In this thesis, I investigated a known security vulnerability of the A2L+ coin-mixing protocol, proposed an improved construction, and proved the security of the adapted protocol in the game-based setting.
Coin-mixing services allow anonymous blockchain transactions by unlinking the sender and receiver. In a quest to remove trust from the mixing service and improve interoperability and efficiency, Tairi et al. [TMM21] proposed the coin-mixing protocol A2L based on atomic asynchronous locks. Glaeser et al. [GMM+ 22] revised the A2L protocol and introduced the notion of blind conditional signatures (BCS) as the cryptographic core for coin-mixing services, alongside their security definitions. They further gave an improved construction for a secure BCS protocol called A2L+. In their recent work on adaptor signatures, Gerhart et al. [GSST24] exposed a security gap in the A2L+ protocol that allows breaking unforgeability. In this work, we first revisit the current security definitions of BCS and pinpoint their weaknesses. Building on this analysis, we introduce the enhanced security property of selective-failure blindness and present a provably secure construction in the game-based setting. Our main contributions in detail are:
Security properties: We review the current security properties of blind condi- tional signatures according to Glaeser et al. [GMM+ 22] in detail and highlight gaps based on system assumptions that do not always hold and render the scheme insecure under various settings. We propose the strictly stronger security notion of selective-failure blindness based on the work of Fischlin et al. [FS09] that investigated blindness under aborts. Selective-failure blindness ensures that blindness holds even in case of adversarial aborts during the puzzle solver execution. This is an essential security property for blind signature schemes, as it prevents information leakage that could occur based on aborts.
Secure Construction: As the attack by Gerhart et al. [GSST24] showed, the unforgeability security property of the A2L+ construction by Glaeser et al. [GMM+ 22] can be broken since the adaptor signature definitions by Aumayr et al. [AEE+ 21] allow creating a scheme with malleable pre-signatures. We give a revised construction that closes this security gap and protects the sender against collusion between the Hub and Bob. Finally, we prove the security of our revised protocol in the game-based setting.
You can take a look at the full thesis at the following link.
Special thanks to Paul Gerhart and Prof. Dr. Dominique Schröder for supervising this thesis.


The data below is to be set down exactly.

Records to process:
--*--

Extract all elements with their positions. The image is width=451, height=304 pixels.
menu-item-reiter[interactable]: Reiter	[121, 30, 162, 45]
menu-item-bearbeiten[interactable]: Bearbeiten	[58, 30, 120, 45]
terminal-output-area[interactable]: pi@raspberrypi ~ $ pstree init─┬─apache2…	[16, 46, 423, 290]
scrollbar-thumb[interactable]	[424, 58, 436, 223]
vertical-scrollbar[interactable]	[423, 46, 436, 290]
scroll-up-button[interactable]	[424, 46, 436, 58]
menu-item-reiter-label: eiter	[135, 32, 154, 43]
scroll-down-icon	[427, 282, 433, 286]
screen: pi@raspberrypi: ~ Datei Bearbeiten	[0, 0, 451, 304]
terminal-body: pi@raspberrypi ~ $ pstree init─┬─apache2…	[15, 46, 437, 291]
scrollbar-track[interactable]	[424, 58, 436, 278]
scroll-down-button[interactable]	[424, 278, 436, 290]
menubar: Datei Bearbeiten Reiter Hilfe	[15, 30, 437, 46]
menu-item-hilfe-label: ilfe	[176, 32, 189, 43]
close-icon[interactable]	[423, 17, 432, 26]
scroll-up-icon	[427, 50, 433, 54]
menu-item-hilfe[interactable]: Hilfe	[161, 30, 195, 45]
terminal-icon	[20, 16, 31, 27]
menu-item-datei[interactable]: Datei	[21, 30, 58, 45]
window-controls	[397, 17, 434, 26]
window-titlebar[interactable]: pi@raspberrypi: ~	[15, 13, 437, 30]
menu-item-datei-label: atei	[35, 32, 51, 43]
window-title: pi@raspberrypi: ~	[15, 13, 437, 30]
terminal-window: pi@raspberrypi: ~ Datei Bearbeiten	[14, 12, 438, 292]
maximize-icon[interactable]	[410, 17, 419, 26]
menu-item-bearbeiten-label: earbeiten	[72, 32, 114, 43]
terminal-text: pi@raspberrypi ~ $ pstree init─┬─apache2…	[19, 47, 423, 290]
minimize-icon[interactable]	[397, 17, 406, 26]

--*--

Expected answer:
Extract all elements with their positions. The image is width=451, height=304 pixels.
menu-item-reiter[interactable]: Reiter	[121, 30, 162, 45]
menu-item-bearbeiten[interactable]: Bearbeiten	[58, 30, 120, 45]
terminal-output-area[interactable]: pi@raspberrypi ~ $ pstree init─┬─apache2…	[16, 46, 423, 290]
scrollbar-thumb[interactable]	[424, 58, 436, 223]
vertical-scrollbar[interactable]	[423, 46, 436, 290]
scroll-up-button[interactable]	[424, 46, 436, 58]
menu-item-reiter-label: eiter	[135, 32, 154, 43]
scroll-down-icon	[427, 282, 433, 286]
screen: pi@raspberrypi: ~ Datei Bearbeiten	[0, 0, 451, 304]
terminal-body: pi@raspberrypi ~ $ pstree init─┬─apache2…	[15, 46, 437, 291]
scrollbar-track[interactable]	[424, 58, 436, 278]
scroll-down-button[interactable]	[424, 278, 436, 290]
menubar: Datei Bearbeiten Reiter Hilfe	[15, 30, 437, 46]
menu-item-hilfe-label: ilfe	[176, 32, 189, 43]
close-icon[interactable]	[423, 17, 432, 26]
scroll-up-icon	[427, 50, 433, 54]
menu-item-hilfe[interactable]: Hilfe	[161, 30, 195, 45]
terminal-icon	[20, 16, 31, 27]
menu-item-datei[interactable]: Datei	[21, 30, 58, 45]
window-controls	[397, 17, 434, 26]
window-titlebar[interactable]: pi@raspberrypi: ~	[15, 13, 437, 30]
menu-item-datei-label: atei	[35, 32, 51, 43]
window-title: pi@raspberrypi: ~	[15, 13, 437, 30]
terminal-window: pi@raspberrypi: ~ Datei Bearbeiten	[14, 12, 438, 292]
maximize-icon[interactable]	[410, 17, 419, 26]
menu-item-bearbeiten-label: earbeiten	[72, 32, 114, 43]
terminal-text: pi@raspberrypi ~ $ pstree init─┬─apache2…	[19, 47, 423, 290]
minimize-icon[interactable]	[397, 17, 406, 26]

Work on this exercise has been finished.